Ada Limón is the author of six books of poetry, including The Carrying, which won the National Book Critics Circle Award and was named a finalist for the PEN/Jean Stein Book Award. Her book Bright Dead Things was nominated for the National Book Award, the National Book Critics Circle Award, and the Kingsley Tufts Poetry Award. Her work has been supported most recently by a Guggenheim Fellowship. She is the new host of American Public Media’s weekday poetry podcast, The Slowdown. She grew up in Sonoma, California and now lives in Lexington, Kentucky where she writes and teaches remotely. She is the 24th Poet Laureate of the United States.
Judges’ Citation
Again and again the clarity of vision and depth of emotion in this lovely book turns the ordinary on its head, asking us to slow down, to see the world askew, and thus anew.
Again and again the clarity of vision and depth of emotion in this lovely book turns the ordinary on its head, asking us to slow down, to see the world askew, and thus anew. Tinged with grief and longing, and buoyed by wonder in the natural world and the possibility of human connection, these are poems that seem to move effortlessly—in the way that only a deft touch can do. The precision of syntax—at once plainspoken and fiercely lyrical—unfolds its revelations masterfully and with a kind of grace that is often heartbreaking. The Hurting Kind is a marvel.
Selected poems
by Ada Limón
Why did I never see it for what it was:
abundance? Two families, two different
kitchen tables, two sets of rules, two
creeks, two highways, two stepparents
with their fish tanks or eight-tracks or
cigarette smoke or expertise in recipes or
reading skills.

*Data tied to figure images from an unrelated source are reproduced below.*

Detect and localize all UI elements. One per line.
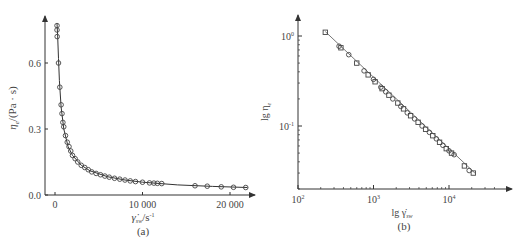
y-tick-label: 0.3 <box>29 124 42 135</box>
panel-b-chart: 102103104 10010-1 lg ηe lg γ̇sw (b) <box>259 15 512 233</box>
data-point-marker <box>390 97 395 102</box>
data-point-marker <box>379 85 384 90</box>
panel-b-x-ticks: 102103104 <box>292 185 495 205</box>
panel-a-fit-line <box>57 23 248 187</box>
y-tick-label: 0.0 <box>29 190 42 201</box>
x-tick-label: 20 000 <box>216 199 244 210</box>
x-tick-label: 102 <box>292 194 305 205</box>
panel-a-x-label: γ̇sw/s-1 <box>131 211 154 224</box>
figure: 010 00020 000 0.00.30.6 ηe/(Pa · s) γ̇sw… <box>0 0 516 245</box>
x-tick-label: 0 <box>53 199 58 210</box>
x-tick-label: 10 000 <box>129 199 157 210</box>
panel-a-data-points <box>55 23 248 190</box>
panel-a-y-label: ηe/(Pa · s) <box>6 86 21 130</box>
panel-b-y-label: lg ηe <box>259 103 272 122</box>
panel-b-x-label: lg γ̇sw <box>391 207 412 219</box>
x-tick-label: 104 <box>443 194 456 205</box>
y-tick-label: 10-1 <box>279 121 294 132</box>
y-tick-label: 100 <box>281 31 294 42</box>
y-tick-label: 0.6 <box>29 58 42 69</box>
panel-a-chart: 010 00020 000 0.00.30.6 ηe/(Pa · s) γ̇sw… <box>6 16 255 238</box>
data-point-marker <box>405 111 410 116</box>
panel-a-caption: (a) <box>137 225 150 238</box>
panel-b-y-ticks: 10010-1 <box>279 31 302 189</box>
panel-b-caption: (b) <box>398 220 411 233</box>
data-point-marker <box>323 30 327 34</box>
x-tick-label: 103 <box>367 194 380 205</box>
data-point-marker <box>346 52 351 57</box>
panel-b-data-points <box>323 30 475 175</box>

I cannot reverse it, the record
scratched and stopping to that original
chaotic track. But let me say, I was taken
back and forth on Sundays and it was not easy
but I was loved each place. And so I have
two brains now. Two entirely different brains.

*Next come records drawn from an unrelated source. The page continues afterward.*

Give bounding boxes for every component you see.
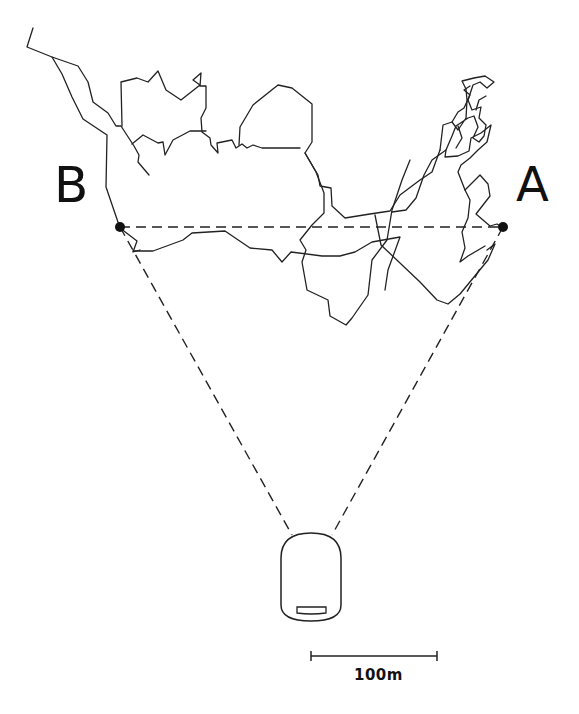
trajectory-right-cluster (375, 215, 495, 304)
diagram-canvas (0, 0, 579, 714)
point-a-marker (498, 222, 508, 232)
scale-bar-label: 100m (354, 666, 403, 684)
trajectory-loop-upper-left (121, 71, 300, 153)
sight-line-to-b (120, 227, 292, 535)
trajectory-path-b-approach (52, 57, 140, 252)
trajectory-center-descent (300, 153, 410, 325)
trajectory-right-descent (465, 175, 503, 228)
scale-bar (311, 651, 437, 661)
trajectory-loop-left-bottom (132, 131, 206, 155)
trajectory-lower-mid (133, 231, 400, 290)
trajectory-path-left (27, 28, 149, 175)
sight-line-to-a (332, 227, 503, 535)
point-b-marker (115, 222, 125, 232)
point-a-label: A (516, 160, 549, 208)
trajectory-right-scribble (440, 76, 494, 262)
observer-housing-icon (281, 533, 341, 621)
trajectory-loop-top-center (239, 85, 440, 218)
point-b-label: B (54, 160, 88, 210)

The one that always misses where I’m not,
and the one that is so relieved to finally be home.
Copyright © 2022 by Ada Limón, The Hurting Kind, Corsair Poetry
Joint Custody
On the black wet branches of the linden,
still clinging to the umber leaves of late fall,
two crows land. They say, Stop, and still I want
to make them into something they are not.

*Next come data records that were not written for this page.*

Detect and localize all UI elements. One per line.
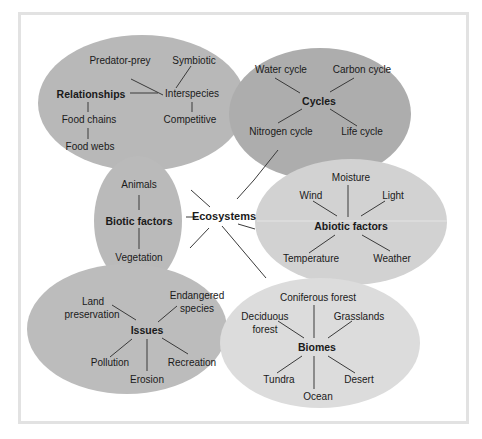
node-deciduous-forest: forest xyxy=(252,324,277,336)
node-vegetation: Vegetation xyxy=(115,252,162,264)
node-desert: Desert xyxy=(344,374,373,386)
node-pollution: Pollution xyxy=(91,357,129,369)
node-life-cycle: Life cycle xyxy=(341,126,383,138)
node-nitrogen-cycle: Nitrogen cycle xyxy=(249,126,312,138)
node-recreation: Recreation xyxy=(168,357,216,369)
node-carbon-cycle: Carbon cycle xyxy=(333,64,391,76)
node-endangered: Endangered xyxy=(170,290,225,302)
node-animals: Animals xyxy=(121,179,157,191)
hub-biomes: Biomes xyxy=(298,341,336,353)
node-coniferous-forest: Coniferous forest xyxy=(280,292,356,304)
node-food-webs: Food webs xyxy=(66,141,115,153)
node-species: species xyxy=(180,303,214,315)
node-food-chains: Food chains xyxy=(62,114,116,126)
node-weather: Weather xyxy=(373,253,411,265)
node-deciduous: Deciduous xyxy=(241,311,288,323)
node-tundra: Tundra xyxy=(263,374,294,386)
node-ocean: Ocean xyxy=(303,391,332,403)
center-ecosystems: Ecosystems xyxy=(192,210,256,222)
hub-biotic-factors: Biotic factors xyxy=(105,215,172,227)
node-symbiotic: Symbiotic xyxy=(172,55,215,67)
node-preservation: preservation xyxy=(64,309,119,321)
node-erosion: Erosion xyxy=(130,374,164,386)
node-land: Land xyxy=(82,296,104,308)
hub-issues: Issues xyxy=(131,324,164,336)
node-water-cycle: Water cycle xyxy=(255,64,307,76)
node-predator-prey: Predator-prey xyxy=(89,55,150,67)
hub-relationships: Relationships xyxy=(57,88,126,100)
node-temperature: Temperature xyxy=(283,253,339,265)
node-competitive: Competitive xyxy=(164,114,217,126)
node-wind: Wind xyxy=(300,190,323,202)
node-interspecies: Interspecies xyxy=(165,88,219,100)
issues-ellipse xyxy=(27,264,227,394)
node-light: Light xyxy=(382,190,404,202)
hub-cycles: Cycles xyxy=(302,95,336,107)
node-grasslands: Grasslands xyxy=(334,311,385,323)
hub-abiotic-factors: Abiotic factors xyxy=(314,220,388,232)
node-moisture: Moisture xyxy=(332,172,370,184)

Odin’s ravens, the bruja’s eyes. What news
are they bringing of our world to the world
of the gods? It can’t be good. More suffering
all around, more stinging nettles and toxic
blades shoved into the scarred parts of us,
the minor ones underneath the trees. Rain
comes while I’m still standing, a trickle of water
from whatever we believe is beyond the sky.
The crows seem enormous but only because
I am watching them too closely. They do not
care to be seen as symbols. A shake of a wing,
and both of them are gone. There was no message
given, no message I was asked to give, only
their great absence and my sad privacy
returning like the bracing, empty wind
on the black wet branches of the linden.
Copyright © 2022 by Ada Limón, The Hurting Kind, Corsair Poetry
Privacy
On the top of Mount Pisgah, on the western
slope of the Mayacamas, there’s a madrone
tree that’s half-burned from the fires, half-alive
from nature’s need to propagate. One side
of her is black ash, and at her root is what
looks like a cavity hollowed out by flame.
On the other side, silvery-green broadleaf
shoots ascend toward the winter light
and her bark is a cross between a bay
horse and a chestnut horse, red and velvety
like the animal’s neck she resembles. Staring
at the tree for a long time now, I am reminded
of the righteousness I had before the scorch
of time. I miss who I was. I miss who we all were,
before we were this: half-alive to the brightening sky,
half-dead already. I place my hand on the unscarred
bark that is cool and unsullied, and because I cannot
apologize to the tree, to my own self I say, I am sorry.
I am sorry I have been so reckless with your life.